Cam’s hand absently rubbed the back of my jacket—technically Kade’s jacket since he’d draped it over mine not long after we soared in.
From the slight twitch in Kade’s upper lip, I think it was safe to say he wasn’t fond of this. “Your turn,” Kade fired back at Cam.
Cam’s hand dropped away from me and he spun on Kade. “You called me here. What is it you want me to say?”
“That’s exactly what I thought you’d say. C’mon, Ray.”
“No, I don’t think so.” I planted my feet despite the sloshing, sucking sound. “We came here for a reason. So talk.”
Cam and Kade exchanged glances. Eventually, Ka
de admitted, “There were more Fallen outside. A group of them.”
“There are more angels, too.”
I watched Kade’s face, half shrouded in darkness. This was what he was waiting for: whether he could truly trust Cam or not. He held his tongue and waited, giving Cam ample time to admit just who was among the newest earthbound angels. “How many?”
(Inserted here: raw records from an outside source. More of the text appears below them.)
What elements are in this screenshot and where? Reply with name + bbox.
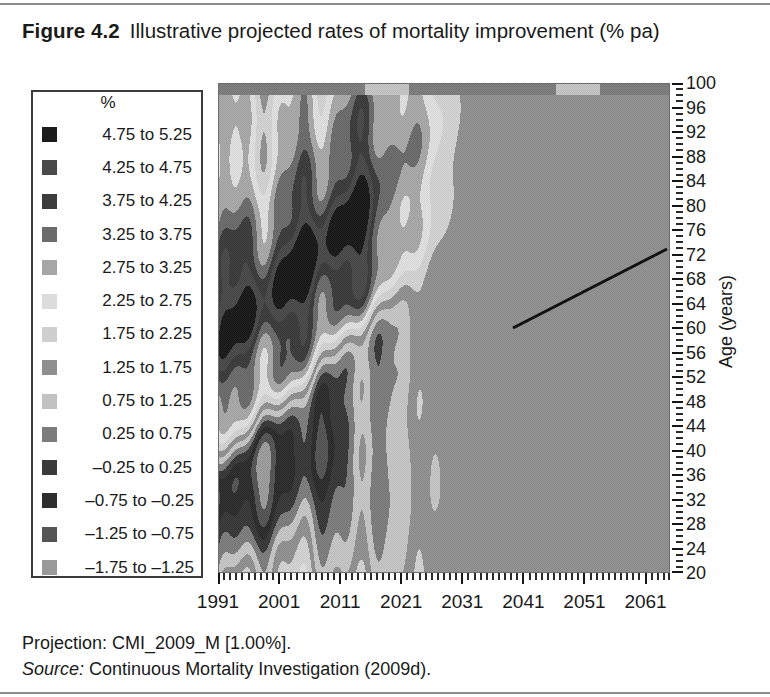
x-axis-tick-minor	[345, 573, 347, 580]
x-axis-tick-minor	[529, 573, 531, 580]
y-axis-tick-label: 76	[686, 221, 726, 239]
y-axis-tick-minor	[676, 247, 683, 249]
x-axis-tick-minor	[357, 573, 359, 580]
y-axis-tick-minor	[676, 407, 683, 409]
x-axis-tick-minor	[412, 573, 414, 580]
y-axis-tick-major	[672, 131, 683, 133]
x-axis-tick-minor	[290, 573, 292, 580]
x-axis-tick-minor	[388, 573, 390, 580]
y-axis-tick-minor	[676, 541, 683, 543]
x-axis-tick-minor	[651, 573, 653, 580]
contour-plot: Cohort effect	[218, 83, 670, 573]
legend-swatch-icon	[42, 160, 57, 175]
legend-box: % 4.75 to 5.254.25 to 4.753.75 to 4.253.…	[31, 90, 203, 578]
y-axis-tick-label: 44	[686, 417, 726, 435]
y-axis-tick-major	[672, 425, 683, 427]
y-axis-tick-label: 24	[686, 540, 726, 558]
y-axis-tick-minor	[676, 186, 683, 188]
legend-label: 0.25 to 0.75	[57, 424, 201, 444]
y-axis-tick-minor	[676, 241, 683, 243]
top-divider	[0, 3, 770, 5]
x-axis-tick-minor	[241, 573, 243, 580]
x-axis-tick-minor	[492, 573, 494, 580]
legend-swatch-icon	[42, 527, 57, 542]
x-axis-tick-label: 1991	[188, 590, 248, 614]
y-axis-tick-major	[672, 499, 683, 501]
y-axis-tick-minor	[676, 535, 683, 537]
legend-label: 4.75 to 5.25	[57, 125, 201, 145]
y-axis-tick-minor	[676, 143, 683, 145]
y-axis-tick-label: 92	[686, 123, 726, 141]
legend-swatch-icon	[42, 294, 57, 309]
y-axis-tick-major	[672, 156, 683, 158]
legend-row: 4.75 to 5.25	[33, 118, 201, 151]
x-axis-tick-minor	[547, 573, 549, 580]
y-axis-tick-major	[672, 548, 683, 550]
y-axis-tick-minor	[676, 94, 683, 96]
y-axis-tick-minor	[676, 296, 683, 298]
figure-number: Figure 4.2	[22, 19, 120, 42]
legend-row: –1.25 to –0.75	[33, 518, 201, 551]
y-axis-tick-label: 28	[686, 515, 726, 533]
x-axis-tick-major	[645, 573, 647, 584]
y-axis-tick-major	[672, 180, 683, 182]
x-axis-tick-label: 2061	[616, 590, 676, 614]
y-axis-tick-minor	[676, 290, 683, 292]
y-axis-tick-minor	[676, 339, 683, 341]
x-axis-tick-minor	[254, 573, 256, 580]
y-axis-tick-label: 72	[686, 246, 726, 264]
x-axis-tick-label: 2001	[249, 590, 309, 614]
legend-row: 0.25 to 0.75	[33, 418, 201, 451]
y-axis-tick-minor	[676, 394, 683, 396]
legend-swatch-icon	[42, 493, 57, 508]
x-axis-tick-minor	[638, 573, 640, 580]
y-axis-tick-minor	[676, 358, 683, 360]
y-axis-tick-minor	[676, 198, 683, 200]
x-axis-tick-minor	[590, 573, 592, 580]
legend-label: 1.25 to 1.75	[57, 358, 201, 378]
y-axis-tick-minor	[676, 321, 683, 323]
x-axis-tick-minor	[577, 573, 579, 580]
legend-swatch-icon	[42, 394, 57, 409]
y-axis-tick-minor	[676, 119, 683, 121]
y-axis-tick-minor	[676, 505, 683, 507]
y-axis-tick-label: 80	[686, 197, 726, 215]
y-axis-tick-minor	[676, 137, 683, 139]
legend-label: 2.75 to 3.25	[57, 258, 201, 278]
y-axis-tick-minor	[676, 174, 683, 176]
x-axis-tick-minor	[455, 573, 457, 580]
y-axis-tick-minor	[676, 529, 683, 531]
legend-title: %	[33, 93, 183, 113]
y-axis-tick-minor	[676, 125, 683, 127]
x-axis-tick-minor	[303, 573, 305, 580]
x-axis-tick-minor	[553, 573, 555, 580]
x-axis-tick-minor	[498, 573, 500, 580]
bottom-divider	[0, 692, 770, 694]
x-axis-tick-minor	[571, 573, 573, 580]
legend-label: –1.25 to –0.75	[57, 524, 201, 544]
y-axis-tick-minor	[676, 480, 683, 482]
y-axis-tick-major	[672, 229, 683, 231]
x-axis-tick-minor	[443, 573, 445, 580]
y-axis-tick-minor	[676, 431, 683, 433]
y-axis-tick-label: 52	[686, 368, 726, 386]
x-axis-tick-label: 2051	[554, 590, 614, 614]
footer-source: Source: Continuous Mortality Investigati…	[22, 656, 742, 682]
x-axis-tick-minor	[596, 573, 598, 580]
y-axis-tick-minor	[676, 100, 683, 102]
legend-label: –0.75 to –0.25	[57, 491, 201, 511]
legend-swatch-icon	[42, 227, 57, 242]
y-axis-ticks	[670, 83, 683, 573]
legend-row: 2.25 to 2.75	[33, 284, 201, 317]
y-axis-tick-minor	[676, 364, 683, 366]
x-axis-tick-minor	[260, 573, 262, 580]
legend-swatch-icon	[42, 194, 57, 209]
y-axis-tick-label: 96	[686, 99, 726, 117]
y-axis-tick-minor	[676, 113, 683, 115]
y-axis-tick-major	[672, 83, 683, 85]
y-axis-tick-label: 32	[686, 491, 726, 509]
y-axis-tick-major	[672, 571, 683, 573]
legend-label: 3.75 to 4.25	[57, 191, 201, 211]
x-axis-tick-minor	[632, 573, 634, 580]
x-axis-tick-minor	[223, 573, 225, 580]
“I’m…not sure.” Kade’s eyes narrowed at Cam’s answer, but Cam never would have seen it since he’d turned back to me. “Are you sure you’re okay?” The heat of his eyes barreled down on me, making me squirm almost as much as Kade’s did, because he was watching, too. Like a freaking hawk.
“I’m fine.” My voice was edged like a sword. The angels and Fallen were descending on San Francisco and these two still couldn’t get passed their stupid growing pains toward each other.
“There aren’t just angels,” Cam finally admitted, looking over his shoulder at Kade. “A Seraphim is here, too.”
The muscles around Kade’s eyes twitched. “Who?”
Cam swallowed and tensed his jaw. “Elyon.”
To his credit, Kade kept his mask in place, not giving anything away. Silence, thick and biting, wedged between them before Kade said, “It isn’t safe for her in the city.”
“What?” I interjected.
“No,” Cam and I answered at the same time.
Kade clapped his hand on Cam’s shoulder and spun him around. I stepped to the side to avoid being knocked over by his wings. “Why wouldn’t you want her away from Elyon and properly protected? What game are you playing?”
Cam shucked Kade’s grip off his shoulder and shoved Kade back a good foot, sending a particularly large spray of mud onto the bottom of his jeans. “The only game I’m playing is strategy. If Ray disappears, Elyon will get suspicious. He knows she and I are close now. His orders were to keep an eye on her, to keep her close.”
“Use your head. Why do think he wants her close?”